The 44-foot tall NASA Terrier-Improved Malemute rocket carried the experiments to an altitude of 99 miles before descending via a parachute and landing in the Atlantic Ocean. The experiments were recovered and will be returned to the students to begin analysis of their projects.
Designed for students to learn and apply skills in building experiments for space flight, RockSat-X is part of NASA's three-phase sounding rocket program for students. This was the 13th flight of a RockSat-X payload and the experiments were flown in conjunction with the Colorado Space Grant Consortium.
The student projects include a device to help payloads descend autonomously after an electrical failure, machine-learning applications for space robotics, a 360-degree video of a rocket's experiments and an ejection system for returning small spacecraft to Earth, among others.

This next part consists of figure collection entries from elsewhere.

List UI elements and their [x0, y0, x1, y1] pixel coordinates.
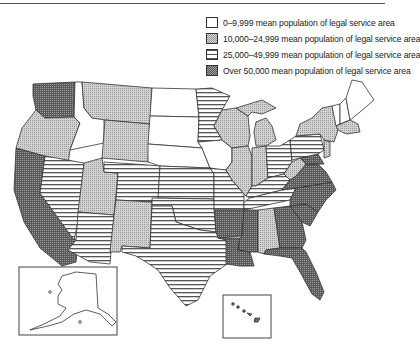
legend-label: 10,000–24,999 mean population of legal s…: [223, 34, 420, 44]
state-new-jersey: [324, 140, 330, 158]
hawaii-inset-frame: [223, 295, 271, 338]
alaska-island: [49, 291, 52, 294]
state-south-dakota: [148, 116, 202, 148]
alaska-island: [79, 321, 82, 324]
state-maine: [346, 80, 374, 120]
state-hawaii: [232, 303, 260, 322]
state-north-dakota: [150, 88, 199, 117]
state-alaska: [30, 272, 116, 330]
legend-label: 0–9,999 mean population of legal service…: [223, 18, 395, 28]
state-nebraska: [148, 144, 210, 168]
legend-swatch-white: [206, 17, 218, 28]
legend-item-1: 10,000–24,999 mean population of legal s…: [206, 32, 420, 45]
legend-swatch-dark: [206, 65, 218, 76]
state-arkansas: [214, 210, 244, 238]
state-kansas: [158, 166, 214, 199]
legend: 0–9,999 mean population of legal service…: [206, 16, 420, 80]
legend-label: Over 50,000 mean population of legal ser…: [223, 66, 411, 76]
state-wyoming: [102, 120, 150, 162]
legend-label: 25,000–49,999 mean population of legal s…: [223, 50, 420, 60]
legend-item-0: 0–9,999 mean population of legal service…: [206, 16, 420, 29]
state-montana: [82, 82, 152, 124]
legend-swatch-dotted: [206, 33, 218, 44]
legend-item-3: Over 50,000 mean population of legal ser…: [206, 64, 420, 77]
state-florida: [264, 248, 324, 300]
legend-swatch-striped: [206, 49, 218, 60]
legend-item-2: 25,000–49,999 mean population of legal s…: [206, 48, 420, 61]
state-new-mexico: [110, 200, 152, 252]
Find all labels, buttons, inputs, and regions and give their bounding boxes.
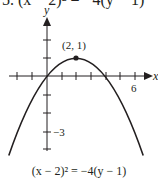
y-axis-arrow-icon	[43, 17, 51, 26]
graph-caption: (x − 2)² = −4(y − 1)	[0, 164, 158, 179]
vertex-label: (2, 1)	[62, 40, 86, 51]
y-axis	[43, 24, 51, 151]
x-axis	[9, 72, 148, 80]
y-axis-label: y	[44, 4, 49, 16]
x-tick-label-6: 6	[131, 83, 137, 94]
x-axis-arrow-icon	[144, 72, 153, 80]
x-axis-label: x	[153, 70, 158, 82]
vertex-point	[73, 55, 78, 60]
y-tick-label-neg3: −3	[53, 127, 65, 138]
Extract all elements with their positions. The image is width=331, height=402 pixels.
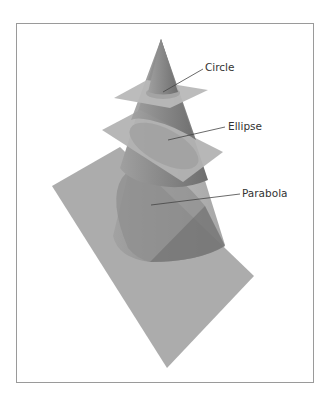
parabola-label: Parabola <box>242 188 288 199</box>
conic-sections-diagram <box>0 0 331 402</box>
ellipse-label: Ellipse <box>228 121 262 132</box>
circle-label: Circle <box>205 62 235 73</box>
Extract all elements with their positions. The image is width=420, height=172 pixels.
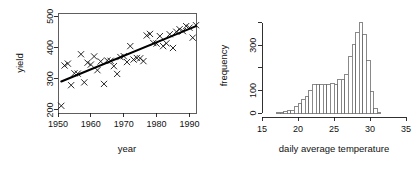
histogram-panel: 0100300 1520253035 frequency daily avera… (210, 0, 420, 172)
y-axis-ticks (258, 23, 262, 113)
histogram-bar (341, 79, 345, 113)
histogram-bar (366, 61, 370, 113)
data-point-marker (88, 61, 94, 67)
histogram-bar (327, 85, 331, 113)
histogram-bar (374, 109, 378, 113)
data-point-marker (157, 33, 163, 39)
x-tick-label: 35 (401, 124, 411, 134)
histogram-bar (356, 33, 360, 113)
x-axis-ticks (58, 113, 189, 117)
histogram-bar (320, 85, 324, 114)
histogram-bar (294, 106, 298, 113)
scatter-plot-svg: 200300400500 19501960197019801990 yield … (0, 0, 210, 172)
data-point-marker (65, 61, 71, 67)
data-point-marker (190, 35, 196, 41)
data-point-marker (84, 60, 90, 66)
histogram-bar (330, 84, 334, 113)
y-tick-label: 300 (248, 38, 258, 53)
data-point-marker (124, 59, 130, 65)
scatter-plot-panel: 200300400500 19501960197019801990 yield … (0, 0, 210, 172)
histogram-bar (305, 97, 309, 113)
histogram-bar (323, 84, 327, 113)
x-axis-title: year (118, 143, 136, 154)
x-tick-label: 25 (329, 124, 339, 134)
y-axis-tick-labels: 0100300 (248, 38, 258, 116)
x-tick-label: 1960 (81, 119, 101, 129)
histogram-bar (280, 112, 284, 113)
data-point-marker (140, 58, 146, 64)
data-point-marker (101, 81, 107, 87)
histogram-bar (312, 84, 316, 113)
x-tick-label: 30 (365, 124, 375, 134)
data-point-marker (78, 51, 84, 57)
histogram-bar (291, 110, 295, 113)
y-tick-label: 300 (45, 71, 55, 86)
x-axis-tick-labels: 1520253035 (257, 124, 411, 134)
y-tick-label: 200 (45, 102, 55, 117)
y-axis-tick-labels: 200300400500 (45, 9, 55, 118)
histogram-bar (377, 112, 381, 113)
data-point-marker (170, 45, 176, 51)
data-point-marker (58, 103, 64, 109)
histogram-bar (338, 80, 342, 113)
x-tick-label: 20 (293, 124, 303, 134)
histogram-bar (298, 104, 302, 114)
x-tick-label: 1990 (179, 119, 199, 129)
histogram-bars-group (276, 23, 380, 114)
x-tick-label: 1980 (147, 119, 167, 129)
y-axis-title: yield (14, 53, 25, 73)
data-point-marker (163, 40, 169, 46)
histogram-bar (284, 111, 288, 113)
histogram-bar (345, 74, 349, 113)
histogram-bar (359, 23, 363, 113)
histogram-bar (316, 85, 320, 114)
data-point-marker (68, 82, 74, 88)
y-axis-title: frequency (218, 44, 229, 86)
plot-box (58, 13, 196, 113)
x-tick-label: 1970 (114, 119, 134, 129)
y-tick-label: 500 (45, 9, 55, 24)
x-axis-tick-labels: 19501960197019801990 (48, 119, 199, 129)
histogram-bar (302, 100, 306, 113)
x-tick-label: 1950 (48, 119, 68, 129)
data-point-marker (91, 53, 97, 59)
histogram-bar (352, 44, 356, 113)
histogram-bar (276, 113, 280, 114)
y-tick-label: 0 (248, 110, 258, 115)
histogram-bar (309, 91, 313, 113)
histogram-svg: 0100300 1520253035 frequency daily avera… (210, 0, 420, 172)
histogram-bar (334, 84, 338, 113)
data-points-group (58, 22, 199, 109)
x-axis-ticks (262, 117, 406, 121)
y-tick-label: 400 (45, 40, 55, 55)
data-point-marker (114, 71, 120, 77)
histogram-bar (363, 34, 367, 113)
data-point-marker (81, 79, 87, 85)
histogram-bar (348, 56, 352, 113)
x-tick-label: 15 (257, 124, 267, 134)
histogram-bar (370, 92, 374, 113)
data-point-marker (61, 62, 67, 68)
x-axis-title: daily average temperature (279, 143, 389, 154)
plot-frame (58, 13, 196, 113)
y-tick-label: 100 (248, 83, 258, 98)
data-point-marker (127, 43, 133, 49)
figure-canvas: 200300400500 19501960197019801990 yield … (0, 0, 420, 172)
histogram-bar (287, 111, 291, 113)
y-axis-ticks (54, 16, 58, 110)
data-point-marker (111, 63, 117, 69)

A sounding rocket carrying student experiments for the RockSat-X program launched from Wallops Aug. 11, 2022, at 6:09 pm ET. The rocket carried the experiments to an altitude of 99 miles before descending via a parachute and landing in the Atlantic Ocean.https://t.co/BFSFJeTcEz pic.twitter.com/tRiXgFCMeE
— NASA Wallops (@NASA_Wallops) August 12, 2022
The next launch from Wallops is a Terrier-Improved Malemute scheduled for later this month - between 9 p.m. on August 22 and 1 a.m. on August 23. The backup launch days run through August 27. Called the Sporadic-E ElectroDynamics Demonstration (SpEED Demon) mission, it will test a science instrument package to study the ionosphere.